“She fled to Spain with my mother the night of the massacre at the abbey.” Juliette turned left at the Basin. “François tried to persuade my mother to take Catherine and me with them, but she wouldn’t agree. He became very annoyed with both of them.”
“I can understand his feelings.”
“I told him it would do no good.” She frowned. “We should go faster. Are you able?”
“Able?”
She carefully avoided looking at him. “Well, you must be over thirty and you get no exercise.”
“I’m thirty-two, which is no great age.” Jean Marc’s tone was icy. “And how do you know I get no exercise?”
The excitement was growing within her. “You take carriages everywhere and you work for hours in your study. You cannot be very fit.”
“I don’t spend all my time with my ledger books. Perhaps I should demonstrate my fitness to you,” he said silkily. “I assure you I’m no aging de Gramont.”
Jean Marc appeared unable to let the subject of de Gramont alone and was obviously sensitive regarding his own age. Juliette thoroughly enjoyed turning the tables, pricking at his aplomb now when usually she was the one on the defensive. “Oh, I know that. The duke was in his fifties.” She pretended to think about it. “But he hunted a great deal and his body was amazingly strong for—”
“Set the pace,” Jean Marc grated between his teeth. “I assure you I’ll keep up.”
She cast a sidewise glance at his grim expression and then thought it best not to answer at all. She increased her speed until she was almost running past the silent fountains and ghostly statues toward the gates of the Petit Trianon.
The Belvedere was an enchanting enclosed pavilion crowning a grassy hillock. The graceful octagonal structure overlooked a small rivulet issuing from a pond behind the Petit Trianon. Four steps surrounded the Belvedere with pairs of sphinxes set at intervals.
“She said it’s under one of the sphinxes on the stairs facing the pond,” Juliette whispered as she strode down the winding walk bordering the lake. “The one on the left.”
“Buried?”
“No, a hidden cache.”
They had reached the four steps of the pavilion and Jean Marc halted beside a sphinx. “It appears—”
“Hush! I hear something.” Juliette glanced over her shoulder across the rivulet toward the palace of the Petit Trianon. Dots of light punctuated the darkness. “Mother of God! Lanterns! Come with me.” She flew up the steps of the pavilion. What if the doors were locked? The knob turned under her hand and she pulled Jean Marc inside and closed the glass-paneled door.
Jean Marc pushed her to the side and peered through the glass. “Soldiers.”
Juliette’s heart skipped a beat. “Searching for us?”
“Possibly.” Jean Marc watched for a moment and then shook his head. “There’s no urgency. Probably a patrol making rounds. We were lucky not to have run into them coming from the palace.”
Being in the pavilion was no real shelter, she thought desperately. Not only were the four doors glass-paneled, but the long windows were almost floor to ceiling and separated by only narrow strips of wall. It was as if they were captured in a crystal box.
“Are they coming here?”
“I don’t kn—yes!” Jean Marc ducked away from the door as a beam of light played on the glass illuminating the interior of the pavilion. He dragged Juliette to the right of the door, pressing her against the wall.
She could hear voices outside, then the crunch of booted feet on the steps. The door beside them was flung open.
Juliette was afraid to breathe. A huge figure appeared in the doorway. Light played on the glittering panes of the door directly across the room. She could see the flame of the lantern reflecting on the glass.
And Jean Marc’s and her own reflection barely discernible in the shadows.
Juliette could feel Jean Marc’s muscles tense as he readied to spring.
“All secure, Corporal?”
“All secure, sir.” The soldier stepped back and shut the door. His boots clattered on the steps as he rejoined the patrol.
Juliette’s heart was beating so hard she marveled the men outside didn’t hear it.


--- Task directions ---
Find the line in the entries below that contains "Identify the location of span: Country.". Repeat it exactly, and every line after it through the line that contains "The height and width of the screenshot is (268, 523).".
============================================================
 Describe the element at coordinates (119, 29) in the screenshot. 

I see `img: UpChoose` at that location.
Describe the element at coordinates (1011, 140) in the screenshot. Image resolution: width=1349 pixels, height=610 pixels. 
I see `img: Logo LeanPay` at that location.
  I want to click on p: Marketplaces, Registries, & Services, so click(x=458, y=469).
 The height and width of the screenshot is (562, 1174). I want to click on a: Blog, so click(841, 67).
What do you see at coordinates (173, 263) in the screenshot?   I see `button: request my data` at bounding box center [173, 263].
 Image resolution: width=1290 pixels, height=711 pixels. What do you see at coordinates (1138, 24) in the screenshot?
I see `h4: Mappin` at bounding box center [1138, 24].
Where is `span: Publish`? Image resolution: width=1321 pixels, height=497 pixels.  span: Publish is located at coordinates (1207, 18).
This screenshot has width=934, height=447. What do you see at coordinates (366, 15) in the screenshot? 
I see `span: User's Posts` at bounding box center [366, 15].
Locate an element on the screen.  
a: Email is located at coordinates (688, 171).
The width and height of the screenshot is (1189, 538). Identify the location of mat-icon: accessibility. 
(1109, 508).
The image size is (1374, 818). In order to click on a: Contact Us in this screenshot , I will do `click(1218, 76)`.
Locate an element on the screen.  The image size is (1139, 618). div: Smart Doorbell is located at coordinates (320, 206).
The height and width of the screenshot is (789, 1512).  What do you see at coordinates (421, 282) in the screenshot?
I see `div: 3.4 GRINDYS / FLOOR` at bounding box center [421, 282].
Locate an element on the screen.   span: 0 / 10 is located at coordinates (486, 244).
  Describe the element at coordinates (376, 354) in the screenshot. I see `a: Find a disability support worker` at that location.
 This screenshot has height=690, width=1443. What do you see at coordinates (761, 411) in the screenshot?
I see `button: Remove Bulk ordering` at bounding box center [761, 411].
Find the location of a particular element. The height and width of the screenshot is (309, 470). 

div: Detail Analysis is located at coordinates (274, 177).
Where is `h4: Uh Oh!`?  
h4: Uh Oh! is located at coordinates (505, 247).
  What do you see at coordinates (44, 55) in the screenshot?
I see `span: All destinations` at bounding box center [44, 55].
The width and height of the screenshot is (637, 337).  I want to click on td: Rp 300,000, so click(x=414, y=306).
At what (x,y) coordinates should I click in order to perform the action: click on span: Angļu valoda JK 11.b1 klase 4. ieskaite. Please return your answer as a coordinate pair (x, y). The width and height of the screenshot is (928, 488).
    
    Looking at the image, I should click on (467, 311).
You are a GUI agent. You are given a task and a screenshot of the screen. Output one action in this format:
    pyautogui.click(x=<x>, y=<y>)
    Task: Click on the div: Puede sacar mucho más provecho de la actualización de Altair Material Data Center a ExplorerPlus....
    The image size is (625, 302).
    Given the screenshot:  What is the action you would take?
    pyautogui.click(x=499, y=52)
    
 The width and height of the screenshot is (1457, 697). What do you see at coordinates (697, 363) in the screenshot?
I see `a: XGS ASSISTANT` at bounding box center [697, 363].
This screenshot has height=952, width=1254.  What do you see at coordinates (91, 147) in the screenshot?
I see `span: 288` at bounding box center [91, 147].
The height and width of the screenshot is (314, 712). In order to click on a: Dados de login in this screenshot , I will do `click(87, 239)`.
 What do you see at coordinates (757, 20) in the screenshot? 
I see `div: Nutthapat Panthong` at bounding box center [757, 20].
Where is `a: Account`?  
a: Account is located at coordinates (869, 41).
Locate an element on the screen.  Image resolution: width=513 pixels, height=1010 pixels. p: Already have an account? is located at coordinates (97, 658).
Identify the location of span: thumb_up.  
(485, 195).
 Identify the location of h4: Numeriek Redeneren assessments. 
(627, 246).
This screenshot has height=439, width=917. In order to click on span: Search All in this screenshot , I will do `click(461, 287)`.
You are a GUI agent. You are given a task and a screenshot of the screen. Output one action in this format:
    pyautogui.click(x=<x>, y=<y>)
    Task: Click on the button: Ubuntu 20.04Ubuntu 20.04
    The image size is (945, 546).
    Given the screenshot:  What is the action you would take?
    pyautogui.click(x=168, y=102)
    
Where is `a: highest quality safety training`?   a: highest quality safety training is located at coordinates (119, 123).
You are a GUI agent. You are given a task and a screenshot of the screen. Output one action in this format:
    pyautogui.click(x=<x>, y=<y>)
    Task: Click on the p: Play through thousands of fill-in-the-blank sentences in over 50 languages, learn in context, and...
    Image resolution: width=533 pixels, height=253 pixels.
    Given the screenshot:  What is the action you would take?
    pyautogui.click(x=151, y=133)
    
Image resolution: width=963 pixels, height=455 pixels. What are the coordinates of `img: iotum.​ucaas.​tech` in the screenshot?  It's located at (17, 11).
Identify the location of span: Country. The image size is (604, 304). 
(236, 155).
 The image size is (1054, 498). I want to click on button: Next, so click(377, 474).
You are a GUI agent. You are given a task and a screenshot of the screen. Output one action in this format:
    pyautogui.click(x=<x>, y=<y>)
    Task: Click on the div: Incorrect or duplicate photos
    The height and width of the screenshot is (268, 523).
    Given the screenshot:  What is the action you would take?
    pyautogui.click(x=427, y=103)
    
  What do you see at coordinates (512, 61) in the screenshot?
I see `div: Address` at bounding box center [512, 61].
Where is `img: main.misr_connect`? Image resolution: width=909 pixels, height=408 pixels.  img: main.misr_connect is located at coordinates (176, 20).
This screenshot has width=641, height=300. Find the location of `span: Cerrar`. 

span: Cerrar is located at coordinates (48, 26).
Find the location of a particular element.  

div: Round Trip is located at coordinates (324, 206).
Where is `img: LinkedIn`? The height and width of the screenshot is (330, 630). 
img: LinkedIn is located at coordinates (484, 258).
============================================================
--- Exercise solution ---
Identify the location of span: Country. The image size is (604, 304). 
(236, 155).
 The image size is (1054, 498). I want to click on button: Next, so click(377, 474).
You are a GUI agent. You are given a task and a screenshot of the screen. Output one action in this format:
    pyautogui.click(x=<x>, y=<y>)
    Task: Click on the div: Incorrect or duplicate photos
    The height and width of the screenshot is (268, 523).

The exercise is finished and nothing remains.